The Alberta Diabetes Institute (ADI) officially opened on November 14th, 2007 – World Diabetes Day and the birthdate of Sir Franklin Banting. Located at and part of the U of A, it is a centre dedicated to innovative diabetes research in areas such as transplantation, immunology, nutrition, public health, auto-immunity and cell signaling.
Dr. Ron Gill, Scientific Director of the ADI, sees the institute as a place to foster inter-disciplinary, multi-sectoral research. Both Dr. Ron Gill and Dr. Peter Taylor, Executive Director of the ADI, see the ADI as a place where genuine interactions between groups, in an atmosphere of collaboration and collegiality, will build and flourish. As Mr. Taylor and Dr. Ray Rajotte state in the ADI’s publication “Diabetes Future,” (vol 1, #2), “the vision of the ADI is to create a new interdisciplinary research paradigm for diabetes research where surgeons will work with exercise physiologists and immunologists will work with nutritionists to unlock the secrets of human health and well-being.” And as Dr. Gill states in the same issue, “one practical means of fostering interactions is to support pilot projects between newly collaborating faculty.”

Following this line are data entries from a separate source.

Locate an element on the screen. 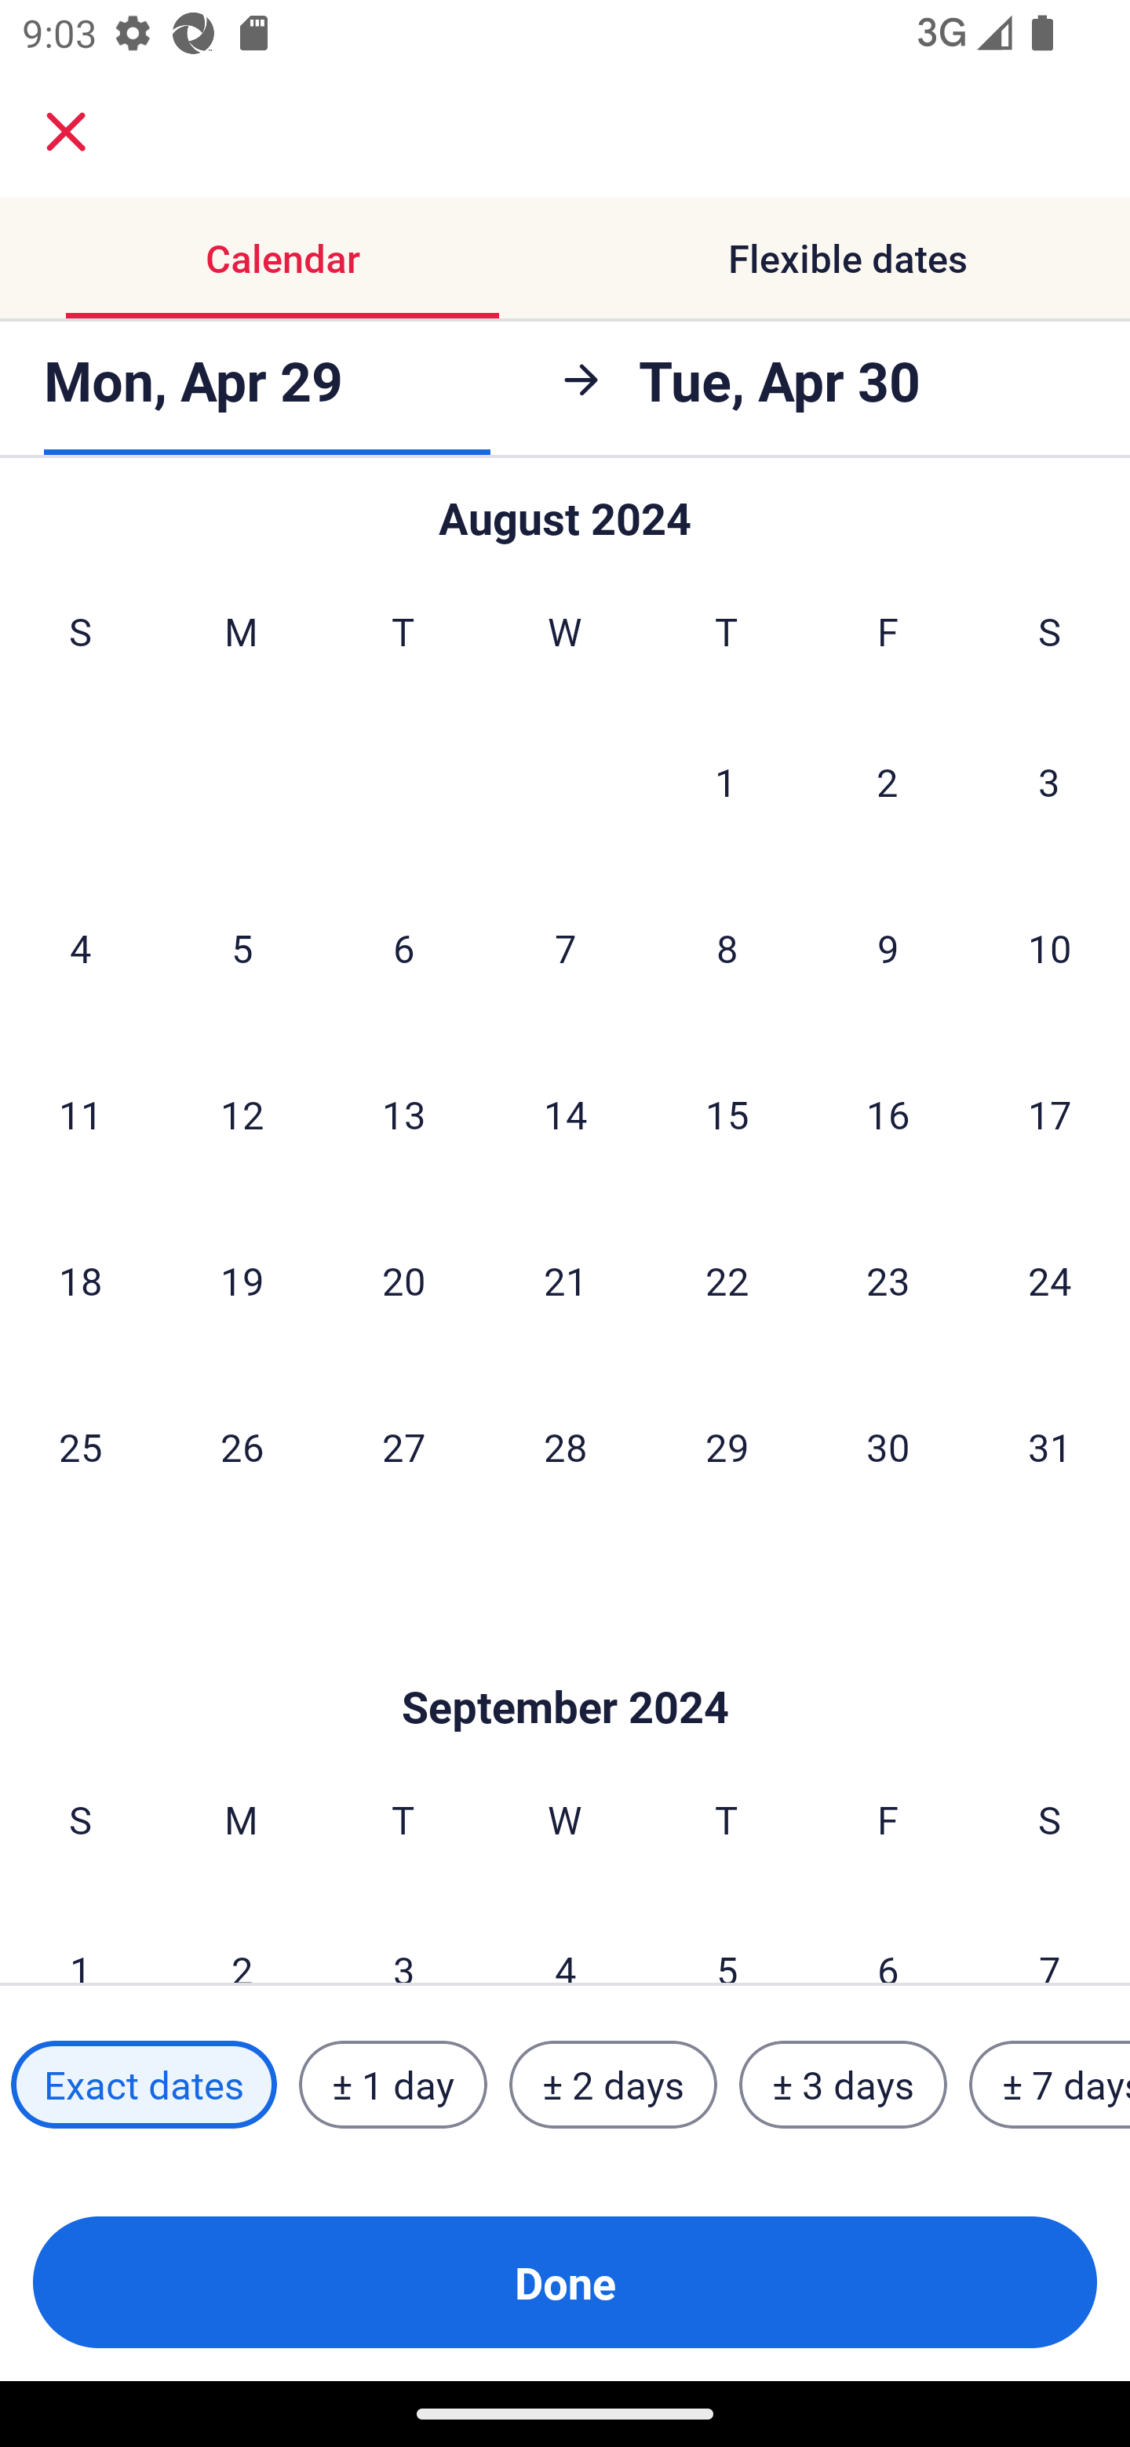 This screenshot has width=1130, height=2447. 21 Wednesday, August 21, 2024 is located at coordinates (564, 1280).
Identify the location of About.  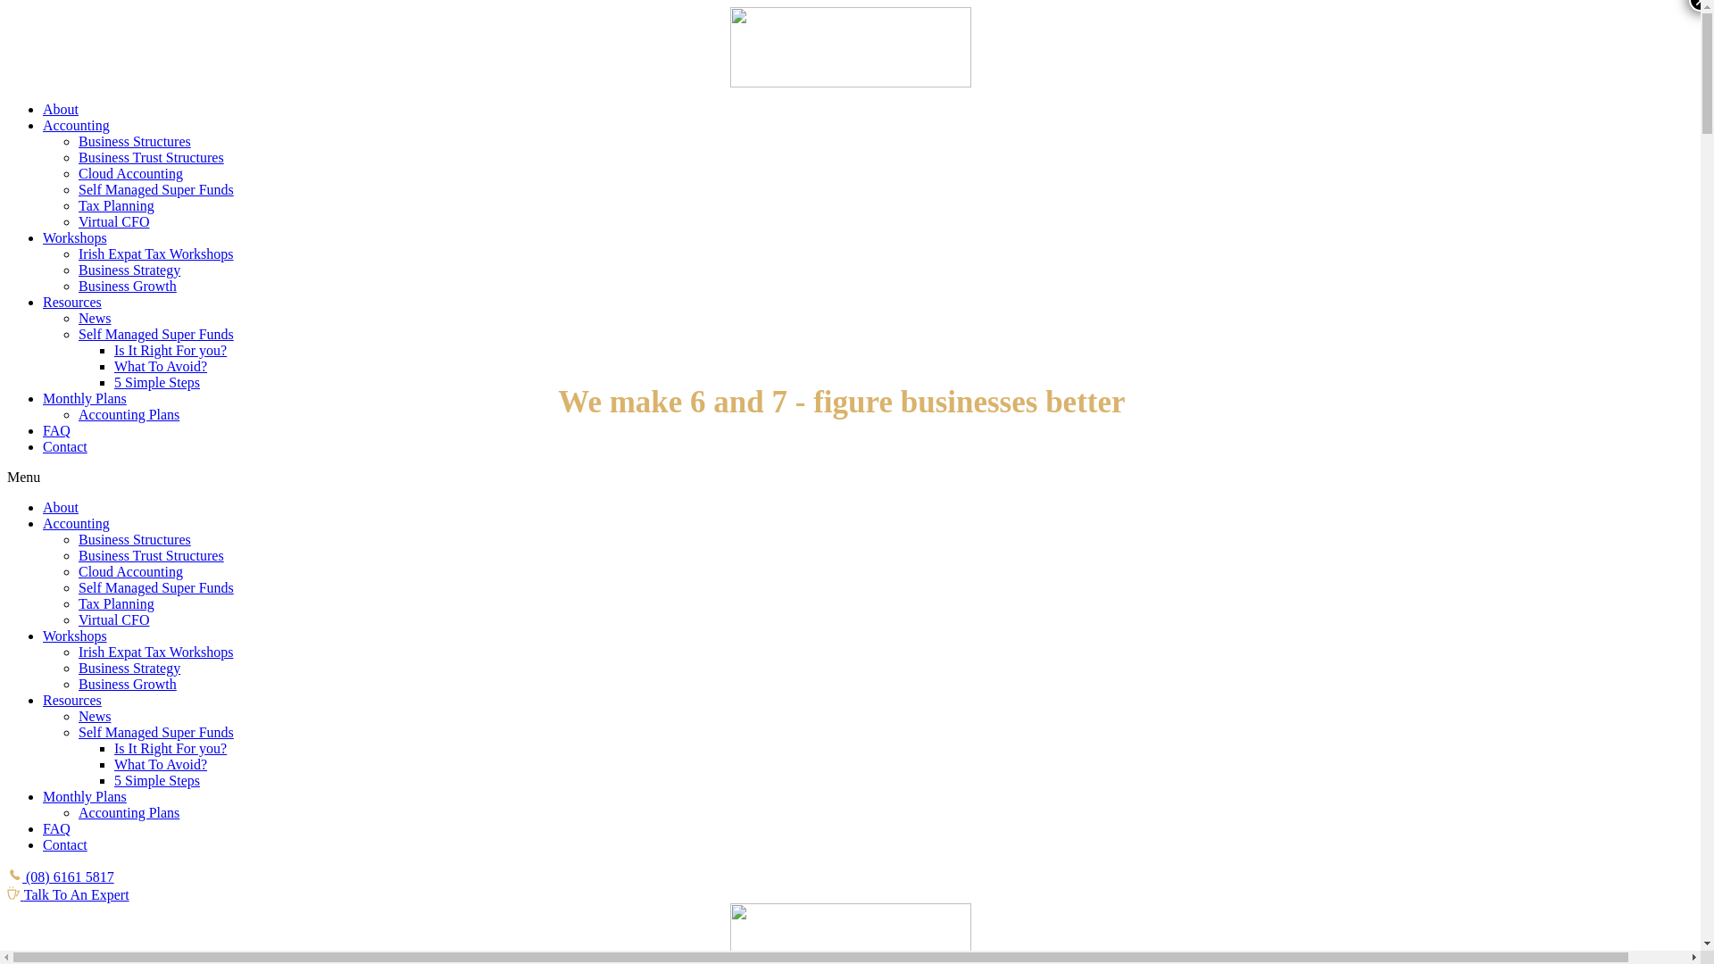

The ADI encompasses the four pillars of health research defined by the Canadian Institutes of Health Research – biomedical, clinical, health services and systems research, and social cultural, environmental and population health.
Synergy – “an interaction where the combined effect of two or more components, agents or forces is greater than the sum of their individual effects,” (from the “Dictionary of Energy”) is a key element in the interaction between researchers at the ADI. “Scientists from the faculties of Agricultural, Life and Environmental Sciences, Medicine and Dentistry, Pharmacy and Pharmaceutical Sciences,
Physical Education and Recreation, and the School of Public Health will share their knowledge and experience, working side-by-side,” says Dr. Gill in “Diabetes Future” (vol 2 #1). The ADI as a facility is physically designed to foster this synergy. Labs encourage collaboration in diabetes research as teams share stat-of-the-art lab equipment in research cores.
Scientists in the ADI working at the cell signaling level are looking at mechanisms for diabetes from the perspective of healthy function of islets and the conditions – genetic and environmental – that cause dysfunction. Their research is helping to unravel the mystery of how beta cells work and how insulin secretion is regulated.
For example, in the labs of Dr. Cathy Chan, Dr. Peter Light, and Dr. Patrick MacDonald, cell-signalling research is investigating what causes beta cells to fail and why, in diabetic conditions, these cells are no longer able to secrete sufficient insulin.
Beta cells, which make up 75 to 80% of the pancreas, are solely responsible for the body’s insulin production and are severely impaired in type II diabetes. The beta cell energy supply can be altered in obesity and diabetes and the impact this has on insulin secretion is another area of study.
As Dr. Chan states in “Diabetes Future,” (vol 2 #1), her cell signaling lab’s work is to “….understand the molecular and biochemical changes that occur in beta-cells in obesity and diabetes and the factors that may cause these changes; for example, diet and physical activity.”
This has led Dr. Chan and other researchers to look at the bigger picture – finding the most effective ways to modify lifestyle behaviours – as well as continue research at the cellular, mechanistic level. Dr. Chan is the Principal Investigator of an interdisciplinary, multi-sectoral research project funded by the Emerging Research Teams Grant that exemplifies the collaborative, collegial approach of the ADI. Created to address lifestyle modifications for those with type II diabetes, while continuing to investigate mechanism in diabetes at the cellular level, to research modifications of Alberta crops to render them more diabetic-friendly, to assess how well lifestyle modifications are improving quality of life, to determine how best to deliver the message and information about lifestyle modifications, and how economically feasible these are for those with diabetes, the PANDA research project will create a ‘toolbox’ of menus for an Alberta diet and physical activities that are accessible, adequate,
Officially open since November of 2007, the ADI’s mission to foster collaboration between intellectual disciplines is already unfolding. Dr. Ron Gill calls it making room for “organized serendipity.” “It’s this multidisciplinary approach to research that puts the Alberta Diabetes Institute in the best possible position to make a real difference for people living with diabetes.